More info on the restoration can be found at restoremtzion.com.

The Great Deli Debate

[fve]http://www.vimeo.com/53381762[/fve]

Today, a friend of mine posted a video on my Facebook wall of a trailer for an upcoming documentary called Deli Man. Seeing it suddenly re-awakened my tastebuds and also my feelings about Jewish Delis. I happily share the sentiments provided in these interviews about how Deli makes you feel.

A little backstory about myself and delis… In 1994, I attended New York University’s Tisch School of the Arts. I was a film student. While I cherish my time at NYU more than anything, the truth is this: I really went to the school of “New York City.”

What an amazing time it was to be living in NYC in the mid-to-late 90’s. Coming from Jacksonville, Florida, it was like going from a world that was one color to a universe of infinite variations. The city was filled with so much noise, people, potholes, personality and, most importantly, the most amazing food I had ever eaten up until that point in my life. And by the best food, I mean deli food. Jewish deli.

I come from a conservative Jewish family. I went to a conservative Jewish synagogue. But, I’m from Northern Florida and there’s a slightly different flavor between Northern Florida Jewery and that of the Northeast US and, to the far south, Miami.

While there was one major deli in my home town that had been around since my grandparents’ time, it wasn’t a place my family ever went to that often. In fact, I can’t remember a time that we went there as a family. We just agreed that it wasn’t very good.

Over the years, there was a flashier “New York-style” deli that opened up in Jacksonville. It was plastered with lots of mid-to-late-1980s Broadway glitz and glam. It had the obligatory A Chorus Line and Cats posters, the shiny black tiled walls and some gold lettering. It even had the signed headshots, too. It was more I Heart NY than I heart Pastrami. My father loved that place until the food and the service started to suffer. Once that happened, it failed. Now, a Mexican restaurant stands in its place, serving gooey helpings of cheesy burritos with gobs of spanish rice. It’s been there at least 3 times as long as the original deli.

Once in college, it took me over a year to feel really comfortable with setting out into the city. And it wasn’t until my sophomore year that I finally went to the 2nd Ave Deli. This changed everything. It was like I finally found the place I had always been looking for.

Let me put it this way – if you were a Jewish kid from a faraway place, who grew up hearing Broadway musicals from the 40’s and 50’s and watched PBS documentaries on the great Jewish comedians of early television… if you were a Jewish kid who dreamed of being in a world of really interesting people who were loud, obnoxious, brilliant, and hilarious… if you were a Jewish kid who heard tales of the amazing food that your parents and grandparents ate growing up but those places no longer existed because of a lack of interest and also because of the low-fat diet craze… if you were a Jewish kid just looking for a place to fit in and feel Jewish in the real world rather than in an insular community of your peers… well, this was Jewish Mecca.
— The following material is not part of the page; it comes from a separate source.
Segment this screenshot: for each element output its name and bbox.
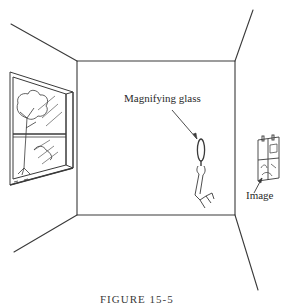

I guess that would technically be Jerusalem. But you get the point.

I loved that place. I ate there as regularly as I could afford the food. And I made a short video piece about it after it’s owner, Abe Lebewohl, was tragically murdered.

When I graduated from film school, I was looking for a project. One potential was a documentary about Jewish deli. It would be called “The Great Deli Debate” and it would focus on the rivalry between east coast and west coast delis. But at that time, it was too expensive to shoot it on film and video just didn’t have the cinematic quality that I wanted for the piece.

I moved on, got settled in LA. Found Langers pastrami. Got interviewed by my client, Huell Howser, on an episode of his series which happened to focus on tongue sandwiches. And then, I was happy. I felt that I had done my duty to deli.

If Judaism had a flavor and a scent, I think most east coast Jews would agree that it tastes and smells like the food you get at a good Jewish Deli. I hope the filmmaker gets lots of funding with this appetizing trailer and makes a great documentary that can help the institution of Jewish deli survive. No debate there!